Affine space means a vector space in which the origin is not preferred. Its automorphisms are the group of affine linear transformations over $k$ (the usual linear transformations with respect to some (arbitrary) choice of origin, together with translations).
In algebraic geometry, one often encodes geometric objects in slightly complicated ways, and the preferred method of encoding is time-dependent, e.g. in that what Weil meant by a variety, and what it typically meant now, are not literally the same mathematical object, although the are both supposed to refer to the same Platonic reality.
Thus, one shouldn't think about $\mathbb A^n_k$ too literally in terms of its points when comparing with the Wikipedia discussion of affine space (since what its points are will depend on what foundations you use!). It does encode the geometric concept of affine space (as in the linked Wikipedia article) in the context of algebraic geometry. For example, its automorphisms are precisely the group of affine linear transformations over $k$. [Correction: As Mariano points out in a comment below, there are many non-linear automorphisms of $\mathbb A^n$; what I should have written is that the automorphisms of $\mathbb A^n$ which extend to $\mathbb P^n$ --- so these are the automorphisms of $\mathbb A^n$ that extend to the hyperplane at infinity in some reasonable sense --- are precisely the affine linear automorphisms.]
If you do insist on making the connection precise on the level of points, then
one way to say it is that if $\Omega$ is any extension field of $k$, then
the $\Omega$-valued points of $\mathbb A^n_k$ are naturally an $n$-dimensional affine space over $\Omega$.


● **Work request**: A faithful copy of the data is what is wanted, minus any pictures.

Dataset entries on figures
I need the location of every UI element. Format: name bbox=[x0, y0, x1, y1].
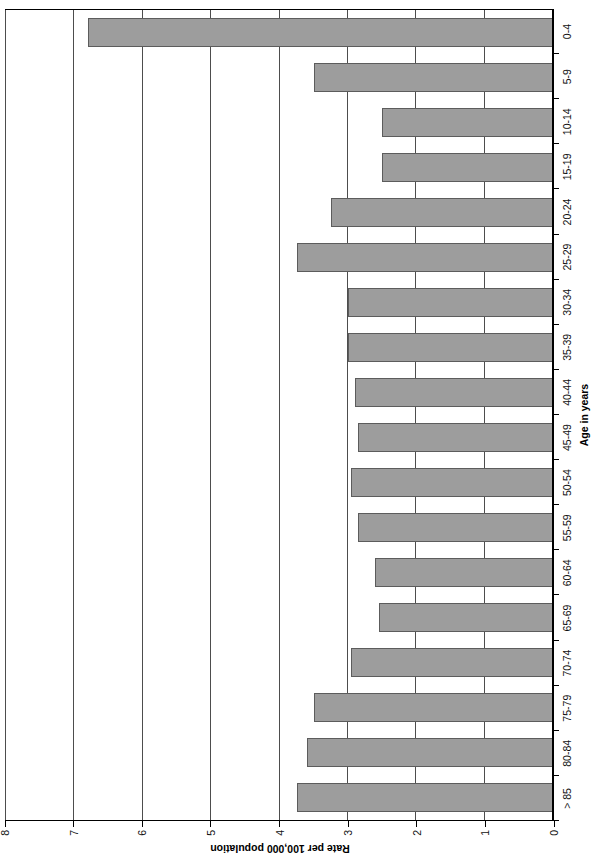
bar-slot bbox=[6, 190, 553, 235]
value-axis-tick-label: 1 bbox=[479, 830, 491, 836]
bar-slot bbox=[6, 415, 553, 460]
bar-slot bbox=[6, 325, 553, 370]
bar-slot bbox=[6, 100, 553, 145]
value-axis-tick-label: 4 bbox=[274, 830, 286, 836]
category-axis-tick-label: 80-84 bbox=[561, 731, 573, 776]
value-axis-tick bbox=[554, 821, 555, 827]
category-axis-tick-label: 65-69 bbox=[561, 595, 573, 640]
bar[interactable] bbox=[351, 468, 553, 497]
bar-chart-figure: 012345678 Rate per 100,000 population 0-… bbox=[0, 0, 599, 861]
bar[interactable] bbox=[307, 738, 553, 767]
category-axis-tick-label: 35-39 bbox=[561, 325, 573, 370]
category-axis-tick-label: 60-64 bbox=[561, 550, 573, 595]
bar[interactable] bbox=[297, 243, 553, 272]
value-axis-tick bbox=[73, 821, 74, 827]
category-axis-tick-label: > 85 bbox=[561, 776, 573, 821]
value-axis: 012345678 bbox=[5, 821, 554, 861]
bar[interactable] bbox=[358, 513, 553, 542]
bar[interactable] bbox=[297, 783, 553, 812]
value-axis-tick-label: 7 bbox=[68, 830, 80, 836]
value-axis-tick-label: 5 bbox=[205, 830, 217, 836]
value-axis-tick bbox=[279, 821, 280, 827]
bar-slot bbox=[6, 370, 553, 415]
value-axis-tick-label: 3 bbox=[342, 830, 354, 836]
category-axis-tick-label: 55-59 bbox=[561, 505, 573, 550]
value-axis-tick-label: 0 bbox=[548, 830, 560, 836]
category-axis-tick bbox=[554, 820, 559, 821]
bar[interactable] bbox=[379, 603, 553, 632]
category-axis-tick-label: 70-74 bbox=[561, 641, 573, 686]
bar-slot bbox=[6, 685, 553, 730]
value-axis-tick-label: 8 bbox=[0, 830, 11, 836]
category-axis-tick-label: 5-9 bbox=[561, 54, 573, 99]
value-axis-tick bbox=[348, 821, 349, 827]
bar-slot bbox=[6, 55, 553, 100]
bar[interactable] bbox=[355, 378, 553, 407]
bar-slot bbox=[6, 775, 553, 820]
value-axis-tick-label: 6 bbox=[136, 830, 148, 836]
bar[interactable] bbox=[88, 18, 553, 47]
category-axis-tick-label: 50-54 bbox=[561, 460, 573, 505]
value-axis-tick-label: 2 bbox=[411, 830, 423, 836]
category-axis-title: Age in years bbox=[578, 9, 590, 821]
category-axis-tick-label: 45-49 bbox=[561, 415, 573, 460]
bar[interactable] bbox=[314, 693, 553, 722]
value-axis-baseline bbox=[552, 10, 553, 820]
bar-series bbox=[6, 10, 553, 820]
value-axis-tick bbox=[416, 821, 417, 827]
category-axis-tick-label: 30-34 bbox=[561, 280, 573, 325]
rotated-page-canvas: 012345678 Rate per 100,000 population 0-… bbox=[0, 0, 599, 861]
value-axis-tick bbox=[5, 821, 6, 827]
bar[interactable] bbox=[348, 333, 553, 362]
bar-slot bbox=[6, 460, 553, 505]
plot-area bbox=[5, 9, 554, 821]
bar[interactable] bbox=[348, 288, 553, 317]
value-axis-title: Rate per 100,000 population bbox=[6, 843, 555, 855]
bar-slot bbox=[6, 730, 553, 775]
bar[interactable] bbox=[375, 558, 553, 587]
bar[interactable] bbox=[314, 63, 553, 92]
bar-slot bbox=[6, 145, 553, 190]
bar[interactable] bbox=[358, 423, 553, 452]
category-axis-tick-label: 15-19 bbox=[561, 144, 573, 189]
bar-slot bbox=[6, 235, 553, 280]
category-axis-tick-label: 25-29 bbox=[561, 235, 573, 280]
bar[interactable] bbox=[382, 108, 553, 137]
bar[interactable] bbox=[382, 153, 553, 182]
category-axis-tick-label: 40-44 bbox=[561, 370, 573, 415]
bar[interactable] bbox=[351, 648, 553, 677]
bar-slot bbox=[6, 505, 553, 550]
value-axis-tick bbox=[210, 821, 211, 827]
category-axis-tick-label: 20-24 bbox=[561, 189, 573, 234]
bar-slot bbox=[6, 280, 553, 325]
bar[interactable] bbox=[331, 198, 553, 227]
category-axis-tick-label: 10-14 bbox=[561, 99, 573, 144]
bar-slot bbox=[6, 10, 553, 55]
bar-slot bbox=[6, 595, 553, 640]
category-axis-tick-label: 0-4 bbox=[561, 9, 573, 54]
value-axis-tick bbox=[485, 821, 486, 827]
bar-slot bbox=[6, 640, 553, 685]
value-axis-tick bbox=[142, 821, 143, 827]
category-axis-tick-label: 75-79 bbox=[561, 686, 573, 731]
bar-slot bbox=[6, 550, 553, 595]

● **Written response**:
I need the location of every UI element. Format: name bbox=[x0, y0, x1, y1].
bar-slot bbox=[6, 190, 553, 235]
value-axis-tick-label: 1 bbox=[479, 830, 491, 836]
bar-slot bbox=[6, 415, 553, 460]
bar-slot bbox=[6, 325, 553, 370]
bar-slot bbox=[6, 100, 553, 145]
value-axis-tick-label: 4 bbox=[274, 830, 286, 836]
category-axis-tick-label: 80-84 bbox=[561, 731, 573, 776]
value-axis-tick bbox=[554, 821, 555, 827]
category-axis-tick-label: 65-69 bbox=[561, 595, 573, 640]
bar[interactable] bbox=[351, 468, 553, 497]
bar-chart-figure: 012345678 Rate per 100,000 population 0-… bbox=[0, 0, 599, 861]
bar[interactable] bbox=[307, 738, 553, 767]
category-axis-tick-label: 35-39 bbox=[561, 325, 573, 370]
category-axis-tick-label: 60-64 bbox=[561, 550, 573, 595]
bar[interactable] bbox=[297, 243, 553, 272]
value-axis-tick bbox=[73, 821, 74, 827]
category-axis-tick-label: > 85 bbox=[561, 776, 573, 821]
value-axis: 012345678 bbox=[5, 821, 554, 861]
bar[interactable] bbox=[358, 513, 553, 542]
bar[interactable] bbox=[297, 783, 553, 812]
value-axis-tick-label: 7 bbox=[68, 830, 80, 836]
value-axis-tick-label: 5 bbox=[205, 830, 217, 836]
value-axis-tick bbox=[279, 821, 280, 827]
bar-slot bbox=[6, 370, 553, 415]
value-axis-tick-label: 3 bbox=[342, 830, 354, 836]
category-axis-tick-label: 55-59 bbox=[561, 505, 573, 550]
value-axis-tick-label: 0 bbox=[548, 830, 560, 836]
category-axis-tick bbox=[554, 820, 559, 821]
bar[interactable] bbox=[379, 603, 553, 632]
category-axis-tick-label: 70-74 bbox=[561, 641, 573, 686]
bar-slot bbox=[6, 685, 553, 730]
value-axis-tick-label: 8 bbox=[0, 830, 11, 836]
category-axis-tick-label: 5-9 bbox=[561, 54, 573, 99]
value-axis-tick bbox=[348, 821, 349, 827]
bar-slot bbox=[6, 55, 553, 100]
bar[interactable] bbox=[355, 378, 553, 407]
bar-slot bbox=[6, 775, 553, 820]
value-axis-tick-label: 6 bbox=[136, 830, 148, 836]
bar[interactable] bbox=[88, 18, 553, 47]
category-axis-tick-label: 50-54 bbox=[561, 460, 573, 505]
value-axis-tick-label: 2 bbox=[411, 830, 423, 836]
category-axis-title: Age in years bbox=[578, 9, 590, 821]
category-axis-tick-label: 45-49 bbox=[561, 415, 573, 460]
bar[interactable] bbox=[314, 693, 553, 722]
value-axis-baseline bbox=[552, 10, 553, 820]
bar-series bbox=[6, 10, 553, 820]
value-axis-tick bbox=[416, 821, 417, 827]
category-axis-tick-label: 30-34 bbox=[561, 280, 573, 325]
rotated-page-canvas: 012345678 Rate per 100,000 population 0-… bbox=[0, 0, 599, 861]
value-axis-tick bbox=[5, 821, 6, 827]
bar[interactable] bbox=[348, 333, 553, 362]
bar-slot bbox=[6, 460, 553, 505]
plot-area bbox=[5, 9, 554, 821]
bar[interactable] bbox=[348, 288, 553, 317]
value-axis-title: Rate per 100,000 population bbox=[6, 843, 555, 855]
bar-slot bbox=[6, 730, 553, 775]
bar[interactable] bbox=[375, 558, 553, 587]
bar[interactable] bbox=[314, 63, 553, 92]
bar-slot bbox=[6, 145, 553, 190]
bar[interactable] bbox=[358, 423, 553, 452]
category-axis-tick-label: 15-19 bbox=[561, 144, 573, 189]
bar-slot bbox=[6, 235, 553, 280]
category-axis-tick-label: 25-29 bbox=[561, 235, 573, 280]
bar[interactable] bbox=[382, 108, 553, 137]
bar[interactable] bbox=[382, 153, 553, 182]
category-axis-tick-label: 40-44 bbox=[561, 370, 573, 415]
bar[interactable] bbox=[351, 648, 553, 677]
bar-slot bbox=[6, 505, 553, 550]
value-axis-tick bbox=[210, 821, 211, 827]
category-axis-tick-label: 20-24 bbox=[561, 189, 573, 234]
bar-slot bbox=[6, 280, 553, 325]
bar[interactable] bbox=[331, 198, 553, 227]
category-axis-tick-label: 10-14 bbox=[561, 99, 573, 144]
bar-slot bbox=[6, 10, 553, 55]
bar-slot bbox=[6, 595, 553, 640]
category-axis-tick-label: 0-4 bbox=[561, 9, 573, 54]
value-axis-tick bbox=[485, 821, 486, 827]
bar-slot bbox=[6, 640, 553, 685]
value-axis-tick bbox=[142, 821, 143, 827]
category-axis-tick-label: 75-79 bbox=[561, 686, 573, 731]
bar-slot bbox=[6, 550, 553, 595]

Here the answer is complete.